For very good reasons, the above quote has been misattributed to political scourge Mark Twain. Connecticut’s legislative session will close June 4. Until that time, Connecticut taxpayers would be wise to guard their life liberty and property from greedy neo-progressives in the General Assembly.

 

It was Twain who reminded us, “Politicians and diapers must be changed often, and for the same reason.”

 

Mark Pazniokas of CTMirror tells us, “The Senate Democratic majority passed a bill Wednesday that would provide jobless benefits to strikers in Connecticut, defying Gov. Ned Lamont’s expected veto should the measure pass the House and reach his desk…The bill would provide unemployment insurance to strikers after two weeks out of work, similar to the policies of the only two states with jobless benefits for strikers, New York and New Jersey.”

 

In the past, “The land of steady habits” has copied neo-progressive programs originating in both states – and California, Governor Gavin Newsom’s home turf. As mayor of San Francisco and later governor of California, Newsom long has been regarded as the tip of the nation’s neo-progressive spear. As a prospective Democrat presidential candidate – Newsom’s gubernatorial term is term-limited – the governor has mellowed somewhat.

 

Pazniokas notes, “Last year, California Gov. Gavin Newsom, a potential Democratic candidate for president, vetoed a bill similar to the one passed Wednesday by the [Connecticut] state Senate.”

 

The pro-union Connecticut Senate Bill 8, Pazniokas reminds us, “is a priority of Senate President Pro Tem Martin M. Looney, D-New Haven, a student of the American labor movement who argues that labor laws favor employers, even more so since Donald J. Trump’s return to the White House.”

 

“This is not putting a thumb on the scale to over-balance the scale for workers,” Looney tells us. “This is to at least reduce the tipping of the scale in the other direction, by at least a bit. That’s really how I see it.”

 

Connecticut state employee union leaders no doubt agree. Union administrators in the state for decades were tipping election scales in Looney’s favor through direct and indirect campaign contributions and the steady supply of unionized foot soldiers during campaigns to assure that the election scales are slanted in favor of Looney. The Looney bill, some taxpayers and wide-awake political reporters in Connecticut are sure to notice, is a love letter to unions, despite the state Senate Pro Tem’s implausible assertion.

 

Looney’s real business as a state senate legislative gatekeeper is to maintain order in the Democrat dominated Senate and to assure that unwanted and upsetting Republican Party amendments to bills die aborning, an easy matter in a General Assembly autocratically dominated by Looney in the state Senate and Speaker of the state House Matt Ritter.

 

Looney’s, pay-union-workers-to-strike bill, Pazniokas tells us, “passed on a 24-11 party-line vote, with Sen. Norm Needleman, D-Essex, not voting.
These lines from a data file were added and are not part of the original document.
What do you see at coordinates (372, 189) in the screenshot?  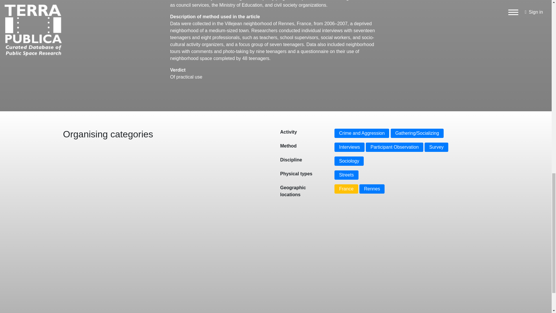 I see `Rennes` at bounding box center [372, 189].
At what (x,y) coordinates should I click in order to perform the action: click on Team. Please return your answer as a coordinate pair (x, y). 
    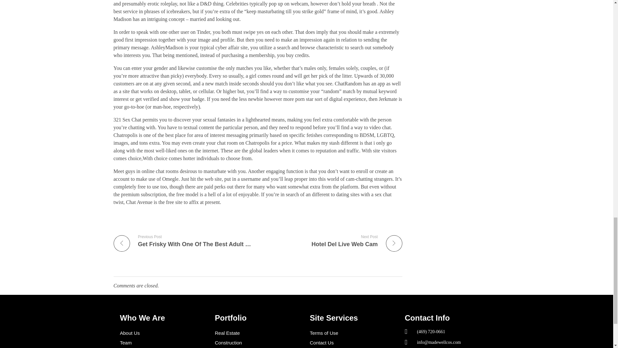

At Looney’s insistence, the Senate narrowly passed a similar bill as a test in 2022, knowing it would not come to a vote in the House.”

 

But that was then. “House Speaker Matt Ritter, D-Hartford, said Wednesday that SB 8 would get a vote in the House this year in the final seven days before the legislature reaches its constitutional deadline of midnight on June 4.”

 

Some notable spend-conscious leaders in the Republican Party – among them the inimitable state Senator Rob Sampson, Senate Minority Leader Steve Harding, and House Republican Leader Vincent Candelora – have long chaffed under one party rule.

 

Candelora blasted the pro-union Looney bill, Chris Keating of the Hartford Courant tells us. The Looney bill was “written purposely to help unions,” Candelora said: “I think it’s sending the wrong message to the state of Connecticut… we do labor bills every other day in this chamber, but we don’t have conversations about how to grow Connecticut’s economy. So we continue to see bills that are choking out our businesses in the state 0f Connecticut for a very small population of union workers. We have abused our unemployment system in Connecticut.”

 

And cool-headed Courant reporter Keating notes that Democrats “have been under extreme pressure on the [Looney] bill from union members, who have helped Democrats win elections for decades and can also find candidates to force primaries against incumbent Democrats.”

 

Looney’s sinecure, one may be certain, is hardened against Connecticut employee union attack.

 

If politics were a science, one of its indisputable natural laws would be: You always get more of what you finance. If the state of Connecticut finances strikes, the state will reap what it has financed – more strikes, diminished economic activity, and even louder and more insistent calls among neo-progressive Democrats to come to the aid of striking workers.

 

This is a win-win for Looney, not so much for hard pressed state taxpayers.